Kai Ryssdal: Tomorrow the House Financial Services Committee takes up proposed changes to Sarbanes-Oxley. That’s the corporate reform law prompted by scandals at Enron and WorldCom. There’s been a lot of talk lately…from CEOs and regulators alike…about how complying with SarbOx is tedious and costly. But some companies are leveraging that burden into a financial boon. From WBUR in Boston, Curt Nickish reports.


Bruce Besanko: OK, good morning everyone. . . .

Curt Nickisch: It’s 7:30 in the morning, and Bruce Besanko is meeting with his auditing team. He’s the chief financial officer, or CFO, of Yankee Candle Company.

Besanko wants to know how his staff is keeping up with the strict financial reporting schedule of Sarbanes-Oxley:

Besanko: Dennis, anything else?

Dennis: Not right now. Nope.

Besanko: Dave?

Dave: Key priority from my perspective is to get that 404 scoping document finalized with Lou and through you guys . . .

Sarbanes-Oxley, or SOX, was designed to restore investor confidence in the stock market. A lot of CFOs said, “Thanks a lot, Enron. Look at all the extra work we have to do now.”

But at Yankee Candle, Besanko jumped at the chance to use SOX to his advantage. Perhaps one of the biggest benefits came from having to detail every little step in the accounting process. Now Besanko says it’s easier for new hires to fit right in.

Besanko: Talk about a competitive advantage. We have a competitive advantage in some sense in the ability to move people around into these different jobs and to progress from a career perspective that might otherwise not have been the case.

And Yankee was also able to get rid of a lot of inefficiencies in its accounting. Even basic things, like having to get far too many signatures for trivial stuff. And it gave the company a better sense of its cash flow and expenses — information that helped it do a better job of setting priorities.
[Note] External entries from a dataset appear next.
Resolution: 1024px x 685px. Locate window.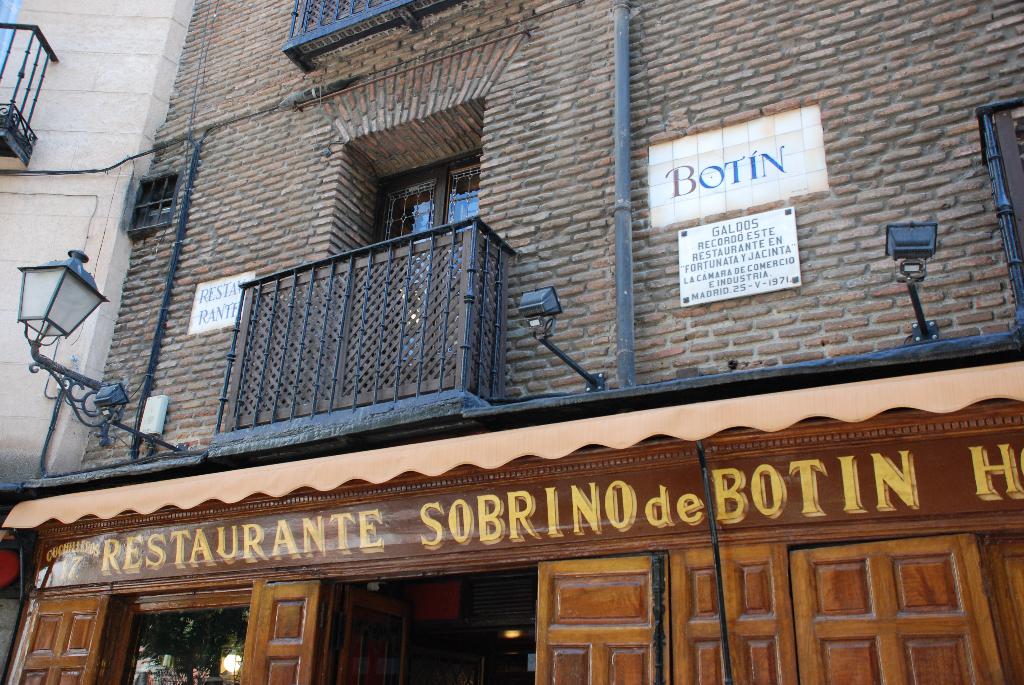
<bbox>997, 107, 1023, 251</bbox>.
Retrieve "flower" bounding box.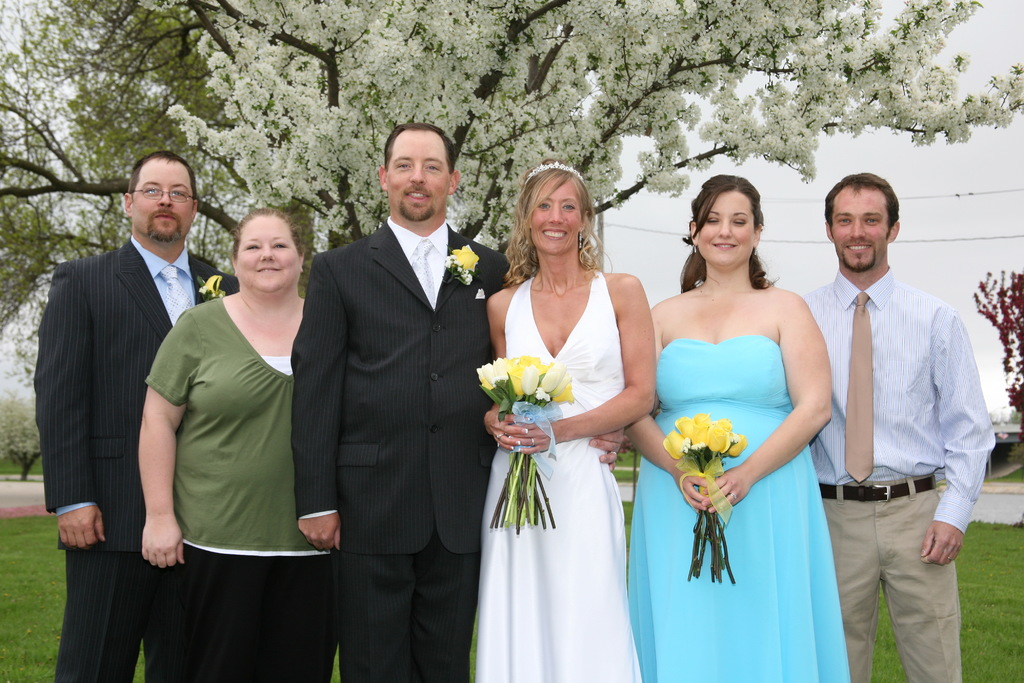
Bounding box: {"x1": 455, "y1": 241, "x2": 484, "y2": 273}.
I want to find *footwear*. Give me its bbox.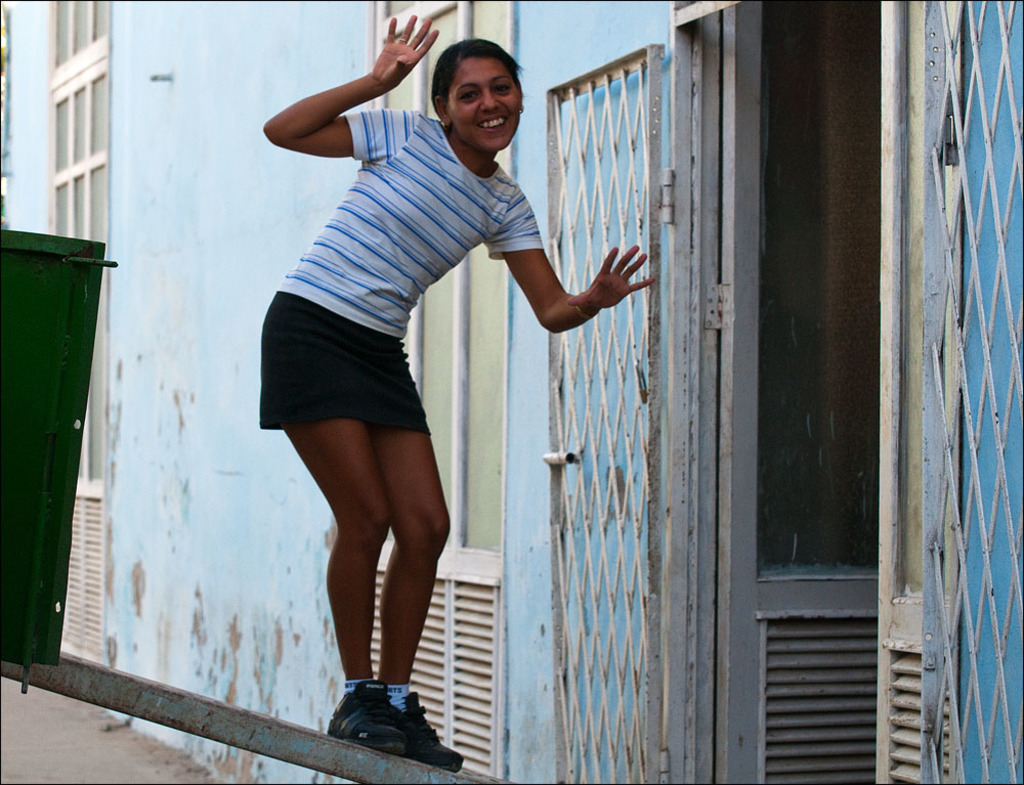
(x1=400, y1=690, x2=464, y2=774).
So you might be thinking, why wasn’t Yankee Candle doing this before SOX? Well, because most companies put money into tangible things.
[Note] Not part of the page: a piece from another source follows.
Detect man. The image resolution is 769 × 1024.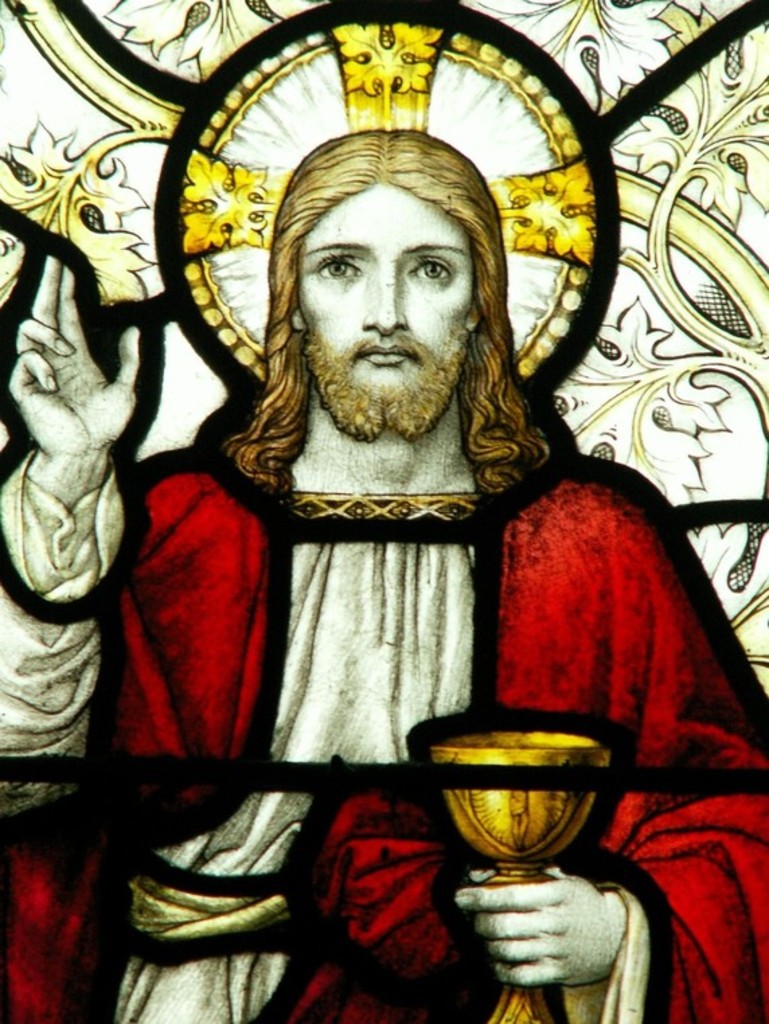
left=0, top=125, right=768, bottom=1023.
Take Yankee’s production plant up the road from Besanko’s office. Glass jars rattle down a conveyor belt to be filled with fresh-smelling forest green wax. Companies invest in automated systems like this because it’s easy to see the cost-cutting at work. Practically, that’s not the case with less-tangible things like accounting.

Yankee CFO Bruce Besanko credits SOX for bringing the financials into focus.

Besanko: It would have been very difficult to have provided those resources to get that done in the absence of a regulatory requirement. No question.

Ryan LaFond: If you have better internal controls, you’re gonna have better information.

Ryan LaFond is an MIT professor. And one of the fundamental inputs to an investment decision, to an operating decision, is information.

LaFond and other researchers showed that companies that follow SOX lower their so-called cost of capital. Basically, that means investors feel more confident about these companies. LaFond says they’re rewarding better reporting by putting their money into them.

LaFond: Maybe it’s just my impression, but I think you definitely see this: “Oh, we gotta roll back SOX,” and, “Oh, SOX has been so bad for the competitiveness of the U.S. capital market.” And I just don’t see where the evidence for that is coming from.

Certainly not from Yankee Candle. The company paid $300,000 upfront to comply with SOX, and now pays about an extra $200,000 a year just to keep up with reporting.

But CFO Bruce Besanko says Yankee’s saved much more through better accounting and earning investor confidence.

Besanko: We’re competing and we want to win. And we looked at and continue to look at these compliance issues as ways to win in the competitive marketplace.

In South Deerfield, Mass., I’m Curt Nickisch, for Marketplace.